For a year, local manufacturers cranked out hollow-body knockoffs called the “okinuee.” These had Malibu-like specs, but were built like a racing sixteen, with a strutted timber frame, solid wood rails and endpieces, plywood skin, and a shellac finish. By late 1957, balsa shipments began to arrive, everybody had figured out the fiberglassing process, and things developed more rapidly. Just two years later, Australian board manufacturers—not about to caught behind yet again—quickly switched over from balsa to polyurethane foam.
Most racing sixteens, and probably half of the okinuees, were do-it-yourself jobs built in garages, backyard sheds, and surf clubs. With balsa and foam, Australian boardmaking became a professional craft, and by the early 1960s a manufacturing center was taking shape in a landlocked north Sydney industrial area called Brookvale. Just as American surfers lined up behind Hobie, Jacobs, Weber, Bing, and Noll, the Aussies did the same for W
oods, Dillon, Wallace, Bennett, McDonagh, and Keyo. The shops and factories were smaller than those in the United States, materials generally weren’t as good, and finished boards were more expensive. But nobody minded. The Australian manufacturers all subscribed to the American surf magazines, and carefully watched all the touring Yankmade surf movies; some of the Brookvale shapers were in touch directly with Hobie, Bing, and the rest. With each new overseas design advance, the Aussies were on it. By the summer of 1963, four hundred boards a week were being sold nationwide, and the domestic models were nearly indistinguishable from those sold in America.
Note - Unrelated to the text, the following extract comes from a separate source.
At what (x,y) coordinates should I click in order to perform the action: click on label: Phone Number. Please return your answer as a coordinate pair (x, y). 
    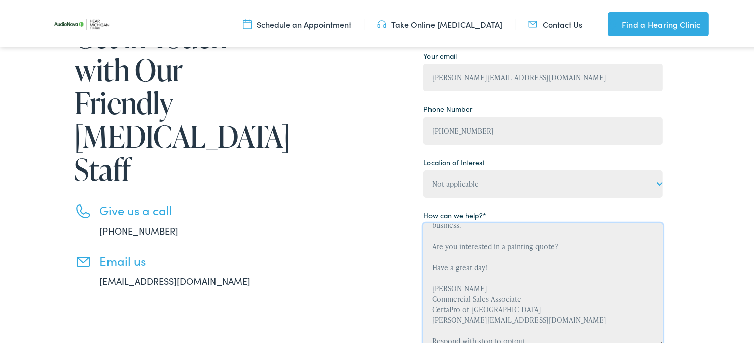
    Looking at the image, I should click on (447, 107).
Ready For the World: Bob Evans and Midget Farrelly
There were moments during the boom when it appeared as if Australian surfing in its entirety was hitched to the shoulders of Bob Evans, a rangy middle-aged impresario from Queenscliff, Sydney. He was smart and well-dressed, knew his way around a wine list, and could order with aplomb off a French menu. In 1963, he was married with three children—and a well-practiced womanizer, despite the fact that bowel surgery as a young adult left him wearing a colostomy bag for the rest of his life. A champion club-era surfer, he used special high-waisted trunks that kept everything strapped in place.
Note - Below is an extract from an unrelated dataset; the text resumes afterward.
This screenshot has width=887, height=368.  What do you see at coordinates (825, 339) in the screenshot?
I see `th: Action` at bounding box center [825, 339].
CRESCENT HEAD, NEW SOUTH WALES.
BONDI BEACH.
In 1956, Evans had followed the American lifeguard team around from beach to beach and made arrangements to buy Greg Noll’s board upon the team’s departure. Evans moved just as quickly the following year, inviting California moviemaker Bud Browne over to screen his latest surf film, The Big Surf—the first movie of its kind to play in Australia—and then contracting to be Browne’s national distributor. By 1960, Evans himself was filming top Sydney riders like Mick Dooley, John “Nipper” Williams, and schoolboy sensation Bernard “Midget” Farrelly, and screening the results in club halls.